Jason Rogers said at the meeting: "In Shropshire we've got £214 million to spend allocated, in the next five years to improve water quality and the 200 improvements that we have identified.

"We know exactly what the solutions are for the overflows and sewage treatment works. We've actually got 51 interventions in the last few two to three months.

"As a business we're absolutely laser focused on that we need to get this done or the majority done before the weather changes in the winter because this is when we get the major changes on the overflows."

English Bridge.

The company's representatives revealed their initiatives to improve Shropshire's waterways that included raising weir walls and re-purposing unused huge-scale concrete tanks, as well as finding news ways to treat water and reducing the impact of stormy weather by installing flap-valves, and water butts.

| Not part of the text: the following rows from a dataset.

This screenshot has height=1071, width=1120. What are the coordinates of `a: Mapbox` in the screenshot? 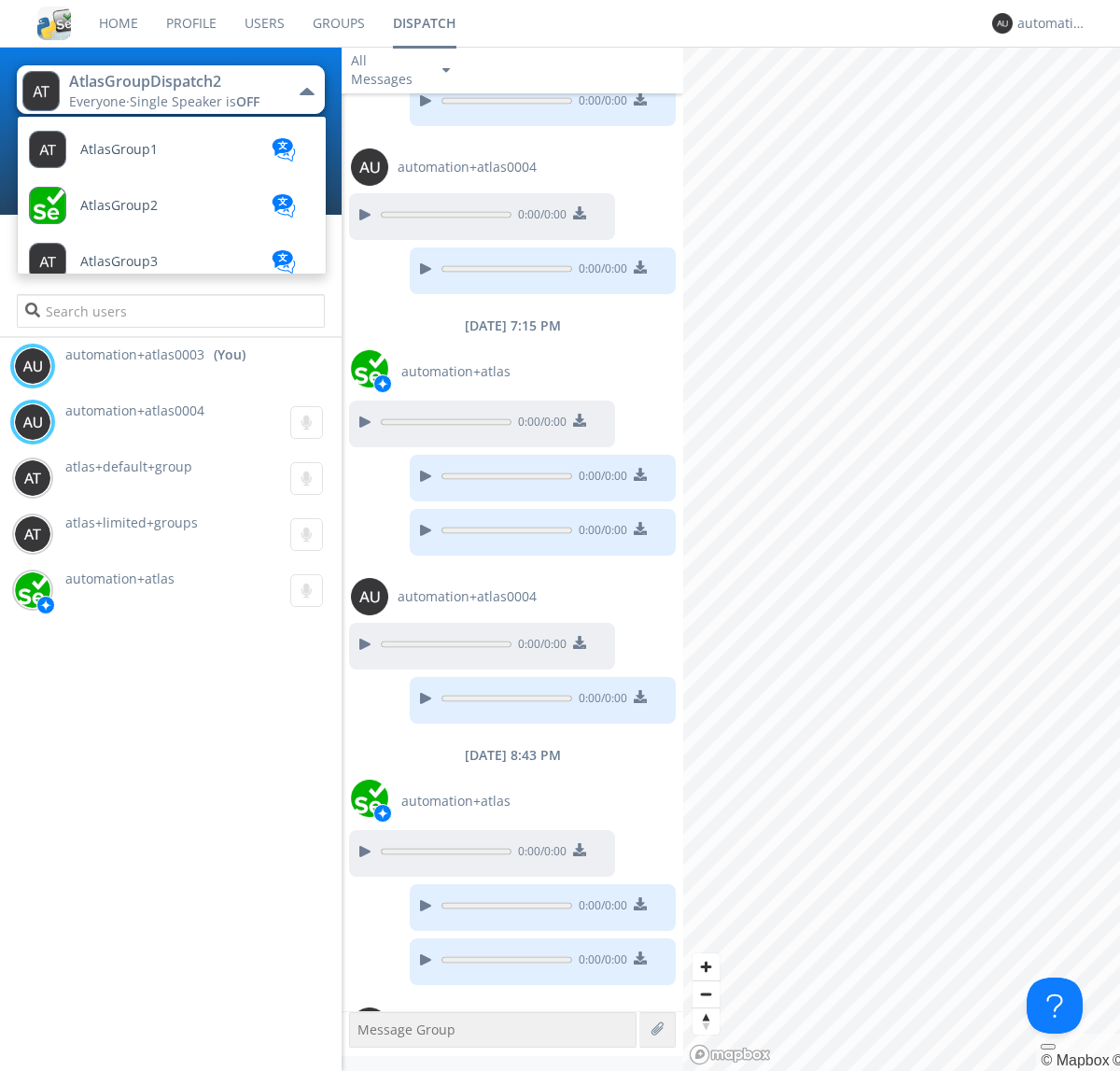 It's located at (1075, 1059).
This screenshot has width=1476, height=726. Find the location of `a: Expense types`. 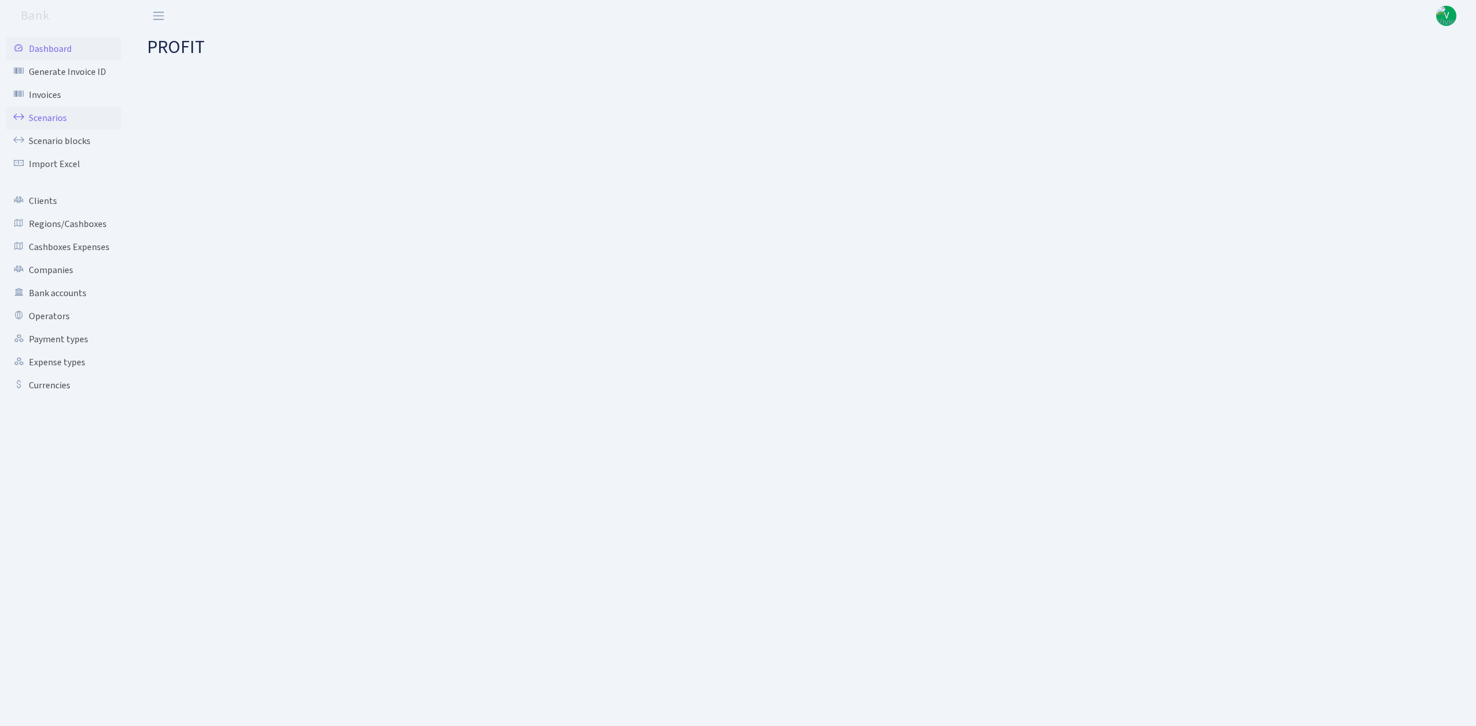

a: Expense types is located at coordinates (63, 363).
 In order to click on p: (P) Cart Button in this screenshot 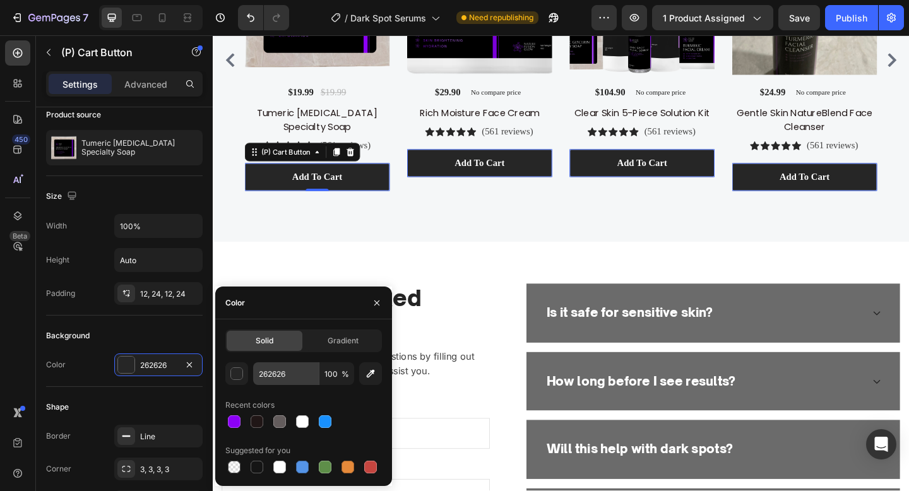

During their presentation, the water company claimed: "Severn Trent are currently responsible for 14 per cent of the reasons for rivers not achieving good quality status however we want to get down to less than two per cent impact by 2030".

"We've got 138 CSOs in Shropshire, 68 of those…are spilling more than 20 times per year," the head of water quality and environment continued.

"We know which of those CSOs are, and part of our plans we have got solutions that are being identified for every single one of those overflows.

"Some may be a relatively cheap fix, others are hundreds of millions of pounds of investment.

"Shrewsbury is one of the areas where it needs significant investment to get the infrastructure to the right standard, but we have a plan for that and it will be delivered in the next three to four years.

"We're not looking backwards, we're looking forwards. We recognise that we have to invest and we have to move really quickly."